The Ministry of Defence’s budget will rise from £29.7 billion in 2004 to £33.4 billion by 2007-2008—an annual average real-term increase of 1.4 percent. Brown continued, “In addition, I will continue to meet the additional costs of military operations in full from the Reserve—and to meet the costs of Iraq and Afghanistan we have provided, to date, an additional £4.4 billion.” And he promised that “to meet other pressures which may arise—aside from operations—in the future, we will provide the Ministry of Defence with guaranteed access to up to £300 million in 2007-08.”

Brown pledged more spending on the police and a deepening of the government’s anti-social law-and-order agenda under the guise of combating crime. Spending on law and order is to increase “substantially,” he announced.

Civil service job cuts would “release resources from administration to invest in the front line,” the chancellor stated.

It has been the stock-in-trade of the Blair government to claim that cuts in one or another area of the public sector are necessary in order to bolster funding for essential services such as education and health. But the cuts directly affect “front-line” services, including 1,960 posts cut in education, 720 in health and 700 in the transport sector.

The education department has been targeted to make £4 billion in savings annually by 2007-2008, supposedly to enable “professionals in schools, colleges and higher education institutions to use their time more productively to generate around 30 percent of the total efficiency gains.” The health department is being required to make savings of £6.5 billion of economies over the same time, half of which are forecast to come from increasing staff productivity.

In real terms, public spending under the Labour government has fallen. Such was the fervour of the government to ensure that public spending was reined in that during its first two years in office it kept to the previous Conservative government’s spending limits. In 1984, five years after Margaret Thatcher was elected, public spending as a percentage of GDP stood at 48 percent. By 1994, it had fallen to 43.2 percent, and today it stands at 41.2 percent.

Not surprisingly, the government’s proposals were welcomed by big business. The Confederation of British Industry congratulated Brown for targeting public spending more effectively and for announcing a “radical and courageous” efficiency programme. Digby Jones, CBI director-general, said, “Mr. Brown has taken a big step in the right direction. Companies will breathe a sigh of relief that growth in public sector investment is not going to become profligate pre-election spending. Business applauds a radical and courageous efficiency plan that will involve implementing decisions that have been ducked for far too long.”

But Jones warned that “Brown still has to face down vested interests in the trade unions and civil service” and that the government must “introduce a credible system for measuring efficiency transparently if business confidence is to be maintained.”
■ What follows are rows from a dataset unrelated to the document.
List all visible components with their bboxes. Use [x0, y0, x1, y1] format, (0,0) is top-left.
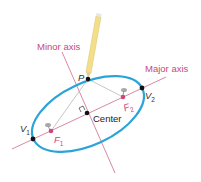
pushpin-icon: [121, 88, 127, 95]
focus1-label: F1: [54, 135, 63, 149]
ellipse-diagram: Minor axis Major axis P V2 V1 F1 F2 Cent…: [0, 0, 201, 182]
string-to-focus1: [51, 79, 88, 131]
center-point: [85, 111, 90, 116]
minor-axis-label: Minor axis: [37, 42, 80, 52]
vertex2-label: V2: [145, 91, 155, 105]
major-axis-label: Major axis: [145, 64, 188, 74]
pencil-icon: [86, 13, 102, 78]
string-to-focus2: [88, 79, 123, 97]
focus2-point: [121, 95, 126, 100]
vertex1-label: V1: [20, 124, 30, 138]
point-p-label: P: [78, 73, 84, 83]
right-angle-marker: [79, 106, 85, 112]
point-p: [86, 77, 91, 82]
center-label: Center: [93, 114, 122, 124]
ellipse-figure: [0, 0, 201, 182]
focus1-subscript: 1: [60, 140, 64, 147]
focus1-point: [49, 129, 54, 134]
vertex1-point: [31, 137, 36, 142]
vertex2-subscript: 2: [151, 96, 155, 103]
vertex2-point: [140, 86, 145, 91]
vertex1-subscript: 1: [26, 129, 30, 136]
The British Chambers of Commerce (BCC) also praised the spending review. BCC President Bill Midgley welcomed the job cuts and called for further rationalisations. “Employment growth in the public sector is running at unsustainable levels and today’s announcement is a step towards bringing it under control,” he said.

“Although the job cuts sound impressive, we must remember that overall public sector employment has risen by 509,000—or 10 percent—since 1998, and some 350,000 extra front line public sector jobs are expected over the next three years,” Midgley complained.
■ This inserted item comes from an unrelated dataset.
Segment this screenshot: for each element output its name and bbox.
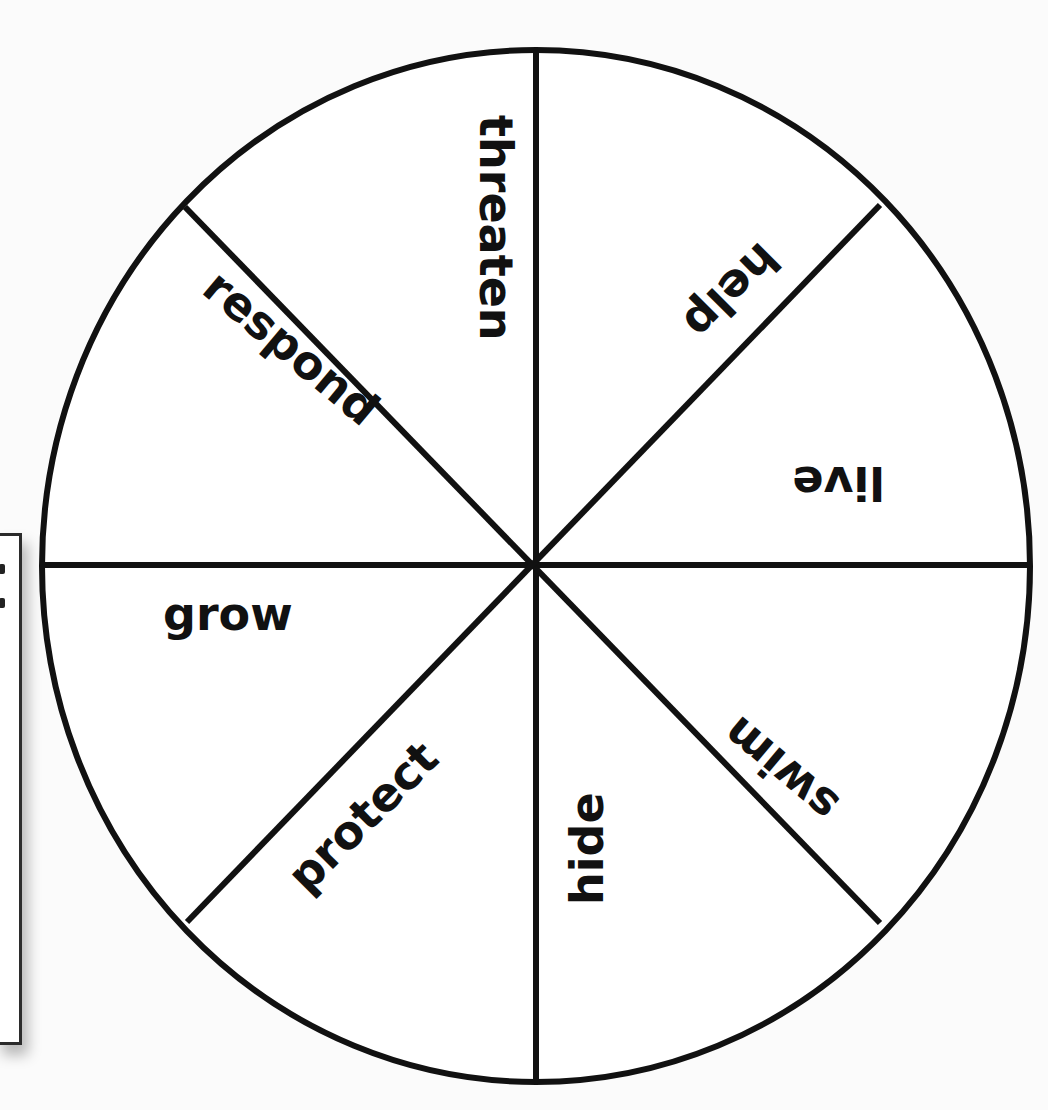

For its part, the Trades Union Congress (TUC) issued a statement expressing “deep concern” at the job losses but refused to openly countenance any action to oppose them. Whilst opposing compulsory redundancies, the TUC advised the government to work with the unions “to deliver these key objectives and, through the Public Sector Forum, closely monitor the practical implications for services delivery and public access.” In other words, the TUC intends to collaborate with the government to strangle any opposition to the cutbacks amongst public sector workers.